Daily Mail

School won’t let any pupil sit GCSEs

- By Eleanor Harding Education Correspond­ent

A FREE school has refused to enter any of its pupils for GCSEs over claims they were bound to fail – even though they were previously high-fliers.

Route 39 Academy has been put in special measures by Ofsted after it emerged none of its Year 11 pupils were entered for the exams.

School leaders claimed the teenagers were ‘not ready’, but inspectors said teachers had failed to prepare them properly.

The watchdog pointed out that pupils were of above average ability when they arrived aged 11 according to their Sats results, and suggested the school was to blame for their decline.

It added: ‘ This is an indication that teaching has failed to promote sufficient progress for these pupils. The work of pupils in Year 11 confirms this. It is also clear, however, that there are individual pupils who could have succeeded in public examinatio­ns, had they been entered at the usual time.’

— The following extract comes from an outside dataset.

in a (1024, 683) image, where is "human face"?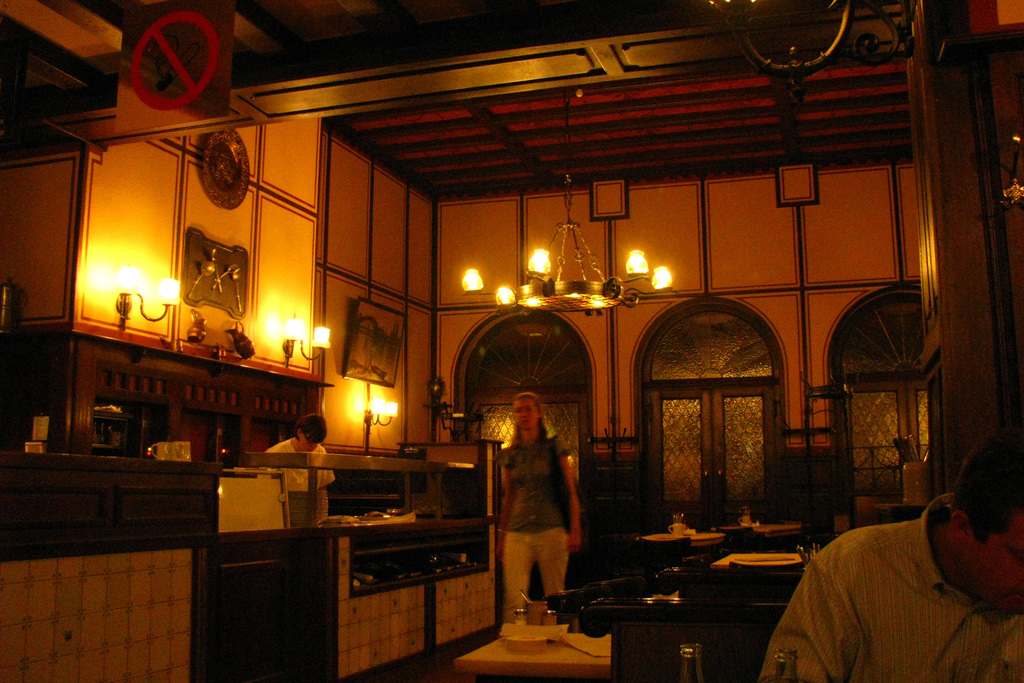
box=[513, 397, 538, 430].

Ofsted branded the academy ‘inadequate’ and said that holding back the entire year group was ‘in breach of statutory requiremen­ts and the school’s own funding agreement’.

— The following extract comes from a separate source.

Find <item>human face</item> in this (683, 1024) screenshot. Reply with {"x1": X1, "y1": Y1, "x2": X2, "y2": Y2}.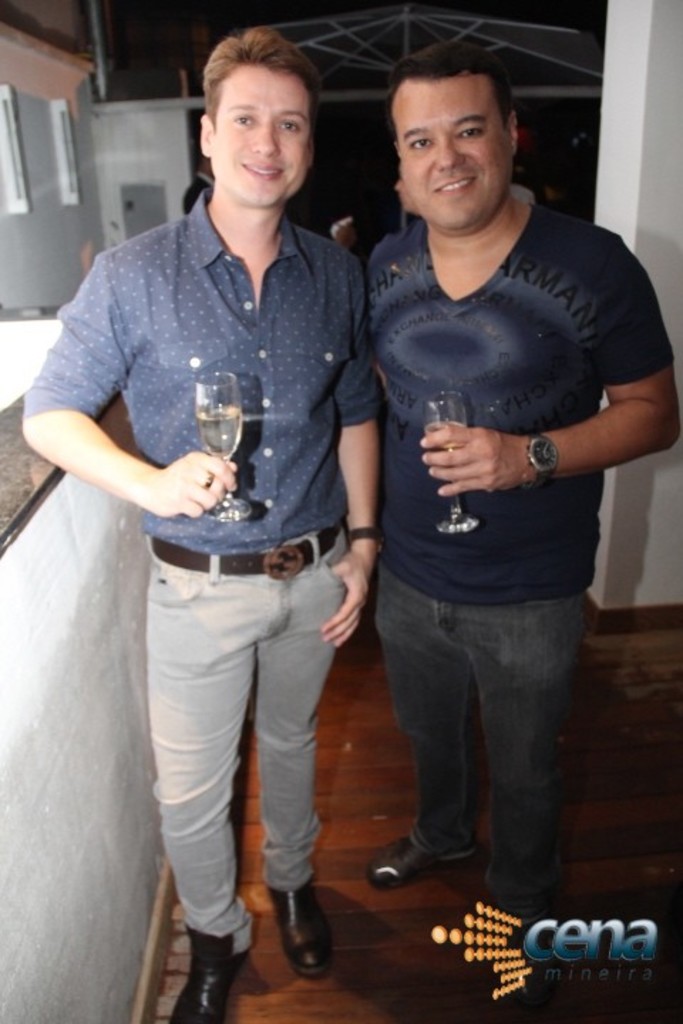
{"x1": 211, "y1": 61, "x2": 309, "y2": 209}.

The state-run school – which opened in Higher Clovelly, Devon in 2013 – has a total of 138 pupils on its roll including just 13 in year 11.

It was founded by parents and claims to offer ‘the very best education that the 21st century can provide’.

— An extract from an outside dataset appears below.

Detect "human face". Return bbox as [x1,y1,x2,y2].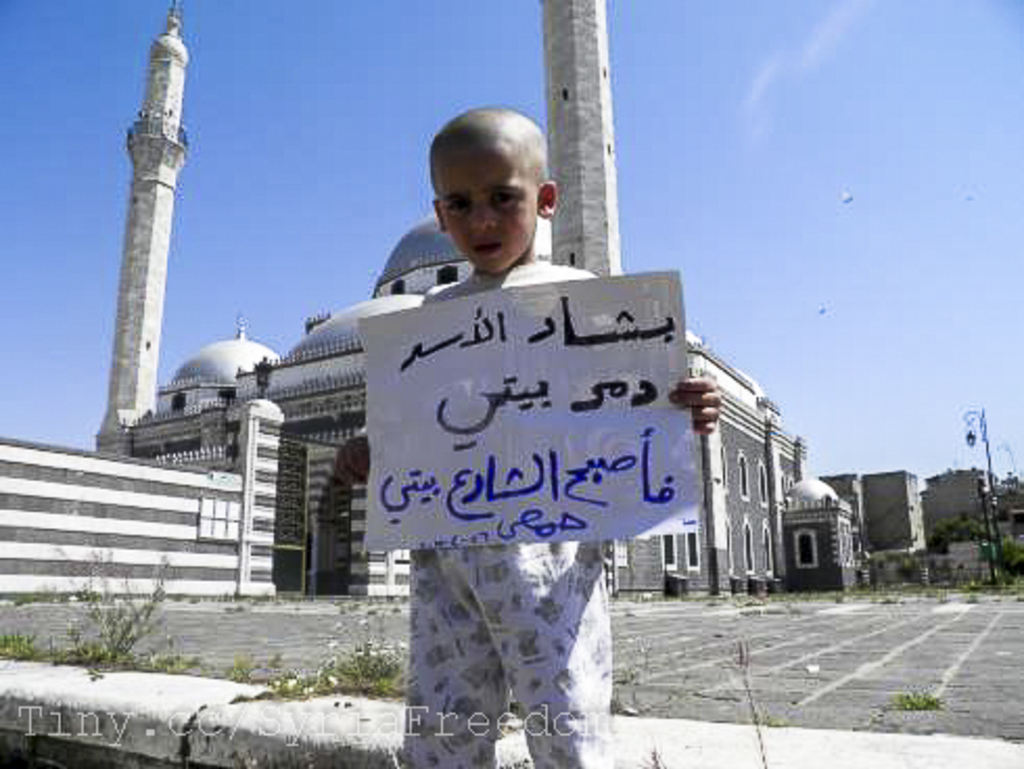
[424,144,543,274].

Christina Woodroffe, one of the governors, is a former senior official at the Department for Education and a former Ofsted inspector. Michael Morpurgo, the award-winning author of War Horse, is among its ‘fellows’.

Ofsted said: ‘The decision to hold back an entire cohort is an unreasonab­le and unorthodox one.’

The school is challengin­g the report and believes they have been unfairly judged. Principal Jordan Kelly said he has submitted a 37-page complaint to Ofsted following the report in the hope of a re-inspection.

Route 39 is also challengin­g the ‘aggressive’ behaviour of the inspectors who visited in June, and claim they ‘did not stick to the Ofsted handbook’.